Sweet Peppers
Pepper Colors
GREEN peppers, bells and hot peppers (such as jalapeƱos) in the store are immature or unripe. All peppers, if left on the vine until they ripen, will turn red, orange, yellow, purple or a chocolate color. This makes them sweeter and more expensive since they have to wait longer before picking.
There are several peppers that start out cream or white or purple and turn red or orange when mature. This color cobination is stunning when mixed with flowers.
Different Types of Sweet Peppers
Bell Peppers These are the blocky, squarish peppers that we know and love and grew up with. They are good for stuffing and eating raw in salad. Purple Beauty, and California Wonder are good examples. This year I have plenty of Mini Bells, (red, yellow, orange and chocolate) similar to what you get in a bag of mixed colors from the grocery store.
Other Peppers, sometimes called non-bell heirloom and hybrid peppers, stuffing peppers, banana peppers, etc. Most of them are open-pollinated heirlooms. Corno di Toro (Horn of the Bull), Sweet Banana, and Bounty, (which is a named variety of a Sweet Banana pepper) are good examples.) They are shaped differently, long, squatty, round etc. One of my new faves is the Violet Sparkle, exhibiting a bevy of beautiful colors as it develops and ripens to a gorgeous deep red. This was the sweetest of the bunch. I found that Feher Ozon Paprika was good for eating fresh. as well as crushing into sweet paprika powder.
Frying Peppers A general term for several different kinds of thin-walled, small peppers. Frying peppers, whether green, red or somewhere in between are actually very mild. and sweet. Jimmy Nardello is a lovely frying peppesr that are also good in a salad. Looks hot but it's not.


= Instructions for the task =
Each record must be repeated exactly. None may be dropped.

= Provided material =
------
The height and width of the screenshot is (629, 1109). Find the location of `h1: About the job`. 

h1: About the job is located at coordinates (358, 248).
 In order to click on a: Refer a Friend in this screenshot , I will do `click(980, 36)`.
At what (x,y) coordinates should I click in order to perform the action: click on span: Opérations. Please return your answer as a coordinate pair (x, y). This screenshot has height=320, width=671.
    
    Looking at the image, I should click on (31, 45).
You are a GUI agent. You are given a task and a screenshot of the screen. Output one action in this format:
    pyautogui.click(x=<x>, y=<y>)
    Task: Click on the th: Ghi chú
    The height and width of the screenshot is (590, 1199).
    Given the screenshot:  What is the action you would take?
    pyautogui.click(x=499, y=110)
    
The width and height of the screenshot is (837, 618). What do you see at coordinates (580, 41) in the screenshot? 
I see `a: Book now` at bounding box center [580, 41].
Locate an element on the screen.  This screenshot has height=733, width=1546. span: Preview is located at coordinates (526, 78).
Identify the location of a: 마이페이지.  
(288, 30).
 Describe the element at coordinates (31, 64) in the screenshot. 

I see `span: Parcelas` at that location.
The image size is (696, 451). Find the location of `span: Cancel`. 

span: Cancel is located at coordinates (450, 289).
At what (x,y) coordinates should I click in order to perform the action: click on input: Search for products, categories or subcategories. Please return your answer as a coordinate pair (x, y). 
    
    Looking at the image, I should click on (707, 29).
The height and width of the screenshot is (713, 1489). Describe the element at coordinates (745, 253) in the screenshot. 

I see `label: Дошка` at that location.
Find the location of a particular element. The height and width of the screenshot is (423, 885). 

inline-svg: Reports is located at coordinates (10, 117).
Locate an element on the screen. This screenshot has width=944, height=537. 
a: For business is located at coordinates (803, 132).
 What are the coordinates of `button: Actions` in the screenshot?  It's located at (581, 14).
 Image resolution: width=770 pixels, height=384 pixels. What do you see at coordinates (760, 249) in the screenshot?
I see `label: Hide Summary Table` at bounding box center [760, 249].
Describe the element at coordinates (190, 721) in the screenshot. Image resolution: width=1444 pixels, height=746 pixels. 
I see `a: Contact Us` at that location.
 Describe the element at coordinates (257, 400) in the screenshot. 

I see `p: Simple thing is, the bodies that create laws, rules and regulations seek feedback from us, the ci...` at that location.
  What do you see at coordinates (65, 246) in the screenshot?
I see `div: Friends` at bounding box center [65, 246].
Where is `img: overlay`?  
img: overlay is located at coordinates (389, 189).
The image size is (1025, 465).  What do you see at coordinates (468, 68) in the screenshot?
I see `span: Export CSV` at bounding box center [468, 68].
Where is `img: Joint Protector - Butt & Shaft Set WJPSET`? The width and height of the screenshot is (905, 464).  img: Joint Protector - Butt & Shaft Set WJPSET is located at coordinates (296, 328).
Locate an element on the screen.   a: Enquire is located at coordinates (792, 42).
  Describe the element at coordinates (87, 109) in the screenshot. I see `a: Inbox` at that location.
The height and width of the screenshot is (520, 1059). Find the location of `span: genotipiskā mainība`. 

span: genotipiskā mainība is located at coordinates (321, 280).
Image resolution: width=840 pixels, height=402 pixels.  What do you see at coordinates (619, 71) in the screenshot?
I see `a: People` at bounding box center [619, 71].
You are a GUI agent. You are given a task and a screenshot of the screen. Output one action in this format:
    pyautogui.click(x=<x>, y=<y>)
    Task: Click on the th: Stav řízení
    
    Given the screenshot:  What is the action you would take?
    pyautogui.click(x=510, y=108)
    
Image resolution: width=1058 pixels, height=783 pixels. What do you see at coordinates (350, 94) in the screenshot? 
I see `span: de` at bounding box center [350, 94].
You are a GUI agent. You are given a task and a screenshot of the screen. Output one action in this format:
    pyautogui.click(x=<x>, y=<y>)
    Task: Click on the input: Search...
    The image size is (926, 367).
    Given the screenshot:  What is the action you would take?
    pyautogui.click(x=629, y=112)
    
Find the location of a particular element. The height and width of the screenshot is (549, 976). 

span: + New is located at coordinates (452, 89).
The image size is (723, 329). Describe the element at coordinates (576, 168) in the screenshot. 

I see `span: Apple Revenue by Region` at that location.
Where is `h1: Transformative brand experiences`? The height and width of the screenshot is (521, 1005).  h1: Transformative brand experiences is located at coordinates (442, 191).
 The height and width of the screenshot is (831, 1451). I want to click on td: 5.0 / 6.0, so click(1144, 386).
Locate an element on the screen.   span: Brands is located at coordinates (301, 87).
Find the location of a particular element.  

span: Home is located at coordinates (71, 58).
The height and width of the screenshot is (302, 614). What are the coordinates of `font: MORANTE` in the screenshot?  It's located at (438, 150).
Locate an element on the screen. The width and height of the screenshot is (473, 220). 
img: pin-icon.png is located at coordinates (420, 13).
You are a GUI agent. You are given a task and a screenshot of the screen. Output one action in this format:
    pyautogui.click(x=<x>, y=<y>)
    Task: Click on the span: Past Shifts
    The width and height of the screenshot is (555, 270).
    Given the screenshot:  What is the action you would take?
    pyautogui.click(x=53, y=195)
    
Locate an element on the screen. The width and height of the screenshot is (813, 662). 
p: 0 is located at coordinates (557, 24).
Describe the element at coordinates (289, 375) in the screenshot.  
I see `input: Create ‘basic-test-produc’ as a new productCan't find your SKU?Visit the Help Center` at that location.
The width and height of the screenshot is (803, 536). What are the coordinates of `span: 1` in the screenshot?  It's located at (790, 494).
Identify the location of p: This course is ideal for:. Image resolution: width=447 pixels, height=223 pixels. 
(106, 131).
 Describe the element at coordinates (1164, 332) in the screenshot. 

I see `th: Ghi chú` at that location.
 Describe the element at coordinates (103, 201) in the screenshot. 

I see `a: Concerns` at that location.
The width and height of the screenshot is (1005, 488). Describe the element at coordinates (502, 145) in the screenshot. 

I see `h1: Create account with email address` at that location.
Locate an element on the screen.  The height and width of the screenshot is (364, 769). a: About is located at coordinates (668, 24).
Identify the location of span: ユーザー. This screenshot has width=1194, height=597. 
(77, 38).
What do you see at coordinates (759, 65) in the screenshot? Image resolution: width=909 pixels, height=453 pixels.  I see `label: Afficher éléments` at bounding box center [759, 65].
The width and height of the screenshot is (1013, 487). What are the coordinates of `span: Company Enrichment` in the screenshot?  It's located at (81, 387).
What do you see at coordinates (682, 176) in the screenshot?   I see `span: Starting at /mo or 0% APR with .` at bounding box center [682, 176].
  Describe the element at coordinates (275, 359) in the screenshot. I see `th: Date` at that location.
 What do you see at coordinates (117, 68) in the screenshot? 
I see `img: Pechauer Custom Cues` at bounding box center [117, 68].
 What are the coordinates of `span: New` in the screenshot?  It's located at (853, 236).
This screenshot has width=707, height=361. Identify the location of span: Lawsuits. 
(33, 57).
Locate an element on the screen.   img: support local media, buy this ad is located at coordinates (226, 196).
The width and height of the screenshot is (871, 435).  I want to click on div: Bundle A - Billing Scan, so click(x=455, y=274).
------
= Result of the exercise =
The height and width of the screenshot is (629, 1109). Find the location of `h1: About the job`. 

h1: About the job is located at coordinates (358, 248).
 In order to click on a: Refer a Friend in this screenshot , I will do `click(980, 36)`.
At what (x,y) coordinates should I click in order to perform the action: click on span: Opérations. Please return your answer as a coordinate pair (x, y). This screenshot has height=320, width=671.
    
    Looking at the image, I should click on (31, 45).
You are a GUI agent. You are given a task and a screenshot of the screen. Output one action in this format:
    pyautogui.click(x=<x>, y=<y>)
    Task: Click on the th: Ghi chú
    The height and width of the screenshot is (590, 1199).
    Given the screenshot:  What is the action you would take?
    pyautogui.click(x=499, y=110)
    
The width and height of the screenshot is (837, 618). What do you see at coordinates (580, 41) in the screenshot? 
I see `a: Book now` at bounding box center [580, 41].
Locate an element on the screen.  This screenshot has height=733, width=1546. span: Preview is located at coordinates (526, 78).
Identify the location of a: 마이페이지.  
(288, 30).
 Describe the element at coordinates (31, 64) in the screenshot. 

I see `span: Parcelas` at that location.
The image size is (696, 451). Find the location of `span: Cancel`. 

span: Cancel is located at coordinates (450, 289).
At what (x,y) coordinates should I click in order to perform the action: click on input: Search for products, categories or subcategories. Please return your answer as a coordinate pair (x, y). 
    
    Looking at the image, I should click on (707, 29).
The height and width of the screenshot is (713, 1489). Describe the element at coordinates (745, 253) in the screenshot. 

I see `label: Дошка` at that location.
Find the location of a particular element. The height and width of the screenshot is (423, 885). 

inline-svg: Reports is located at coordinates (10, 117).
Locate an element on the screen. This screenshot has width=944, height=537. 
a: For business is located at coordinates (803, 132).
 What are the coordinates of `button: Actions` in the screenshot?  It's located at (581, 14).
 Image resolution: width=770 pixels, height=384 pixels. What do you see at coordinates (760, 249) in the screenshot?
I see `label: Hide Summary Table` at bounding box center [760, 249].
Describe the element at coordinates (190, 721) in the screenshot. Image resolution: width=1444 pixels, height=746 pixels. 
I see `a: Contact Us` at that location.
 Describe the element at coordinates (257, 400) in the screenshot. 

I see `p: Simple thing is, the bodies that create laws, rules and regulations seek feedback from us, the ci...` at that location.
  What do you see at coordinates (65, 246) in the screenshot?
I see `div: Friends` at bounding box center [65, 246].
Where is `img: overlay`?  
img: overlay is located at coordinates (389, 189).
The image size is (1025, 465).  What do you see at coordinates (468, 68) in the screenshot?
I see `span: Export CSV` at bounding box center [468, 68].
Where is `img: Joint Protector - Butt & Shaft Set WJPSET`? The width and height of the screenshot is (905, 464).  img: Joint Protector - Butt & Shaft Set WJPSET is located at coordinates (296, 328).
Locate an element on the screen.   a: Enquire is located at coordinates (792, 42).
  Describe the element at coordinates (87, 109) in the screenshot. I see `a: Inbox` at that location.
The height and width of the screenshot is (520, 1059). Find the location of `span: genotipiskā mainība`. 

span: genotipiskā mainība is located at coordinates (321, 280).
Image resolution: width=840 pixels, height=402 pixels.  What do you see at coordinates (619, 71) in the screenshot?
I see `a: People` at bounding box center [619, 71].
You are a GUI agent. You are given a task and a screenshot of the screen. Output one action in this format:
    pyautogui.click(x=<x>, y=<y>)
    Task: Click on the th: Stav řízení
    
    Given the screenshot:  What is the action you would take?
    pyautogui.click(x=510, y=108)
    
Image resolution: width=1058 pixels, height=783 pixels. What do you see at coordinates (350, 94) in the screenshot? 
I see `span: de` at bounding box center [350, 94].
You are a GUI agent. You are given a task and a screenshot of the screen. Output one action in this format:
    pyautogui.click(x=<x>, y=<y>)
    Task: Click on the input: Search...
    The image size is (926, 367).
    Given the screenshot:  What is the action you would take?
    pyautogui.click(x=629, y=112)
    
Find the location of a particular element. The height and width of the screenshot is (549, 976). 

span: + New is located at coordinates (452, 89).
The image size is (723, 329). Describe the element at coordinates (576, 168) in the screenshot. 

I see `span: Apple Revenue by Region` at that location.
Where is `h1: Transformative brand experiences`? The height and width of the screenshot is (521, 1005).  h1: Transformative brand experiences is located at coordinates (442, 191).
 The height and width of the screenshot is (831, 1451). I want to click on td: 5.0 / 6.0, so click(1144, 386).
Locate an element on the screen.   span: Brands is located at coordinates (301, 87).
Find the location of a particular element.  

span: Home is located at coordinates (71, 58).
The height and width of the screenshot is (302, 614). What are the coordinates of `font: MORANTE` in the screenshot?  It's located at (438, 150).
Locate an element on the screen. The width and height of the screenshot is (473, 220). 
img: pin-icon.png is located at coordinates (420, 13).
You are a GUI agent. You are given a task and a screenshot of the screen. Output one action in this format:
    pyautogui.click(x=<x>, y=<y>)
    Task: Click on the span: Past Shifts
    The width and height of the screenshot is (555, 270).
    Given the screenshot:  What is the action you would take?
    pyautogui.click(x=53, y=195)
    
Locate an element on the screen. The width and height of the screenshot is (813, 662). 
p: 0 is located at coordinates (557, 24).
Describe the element at coordinates (289, 375) in the screenshot.  
I see `input: Create ‘basic-test-produc’ as a new productCan't find your SKU?Visit the Help Center` at that location.
The width and height of the screenshot is (803, 536). What are the coordinates of `span: 1` in the screenshot?  It's located at (790, 494).
Identify the location of p: This course is ideal for:. Image resolution: width=447 pixels, height=223 pixels. 
(106, 131).
 Describe the element at coordinates (1164, 332) in the screenshot. 

I see `th: Ghi chú` at that location.
 Describe the element at coordinates (103, 201) in the screenshot. 

I see `a: Concerns` at that location.
The width and height of the screenshot is (1005, 488). Describe the element at coordinates (502, 145) in the screenshot. 

I see `h1: Create account with email address` at that location.
Locate an element on the screen.  The height and width of the screenshot is (364, 769). a: About is located at coordinates (668, 24).
Identify the location of span: ユーザー. This screenshot has width=1194, height=597. 
(77, 38).
What do you see at coordinates (759, 65) in the screenshot? Image resolution: width=909 pixels, height=453 pixels.  I see `label: Afficher éléments` at bounding box center [759, 65].
The width and height of the screenshot is (1013, 487). What are the coordinates of `span: Company Enrichment` in the screenshot?  It's located at (81, 387).
What do you see at coordinates (682, 176) in the screenshot?   I see `span: Starting at /mo or 0% APR with .` at bounding box center [682, 176].
  Describe the element at coordinates (275, 359) in the screenshot. I see `th: Date` at that location.
 What do you see at coordinates (117, 68) in the screenshot? 
I see `img: Pechauer Custom Cues` at bounding box center [117, 68].
 What are the coordinates of `span: New` in the screenshot?  It's located at (853, 236).
This screenshot has width=707, height=361. Identify the location of span: Lawsuits. 
(33, 57).
Locate an element on the screen.   img: support local media, buy this ad is located at coordinates (226, 196).
The width and height of the screenshot is (871, 435).  I want to click on div: Bundle A - Billing Scan, so click(x=455, y=274).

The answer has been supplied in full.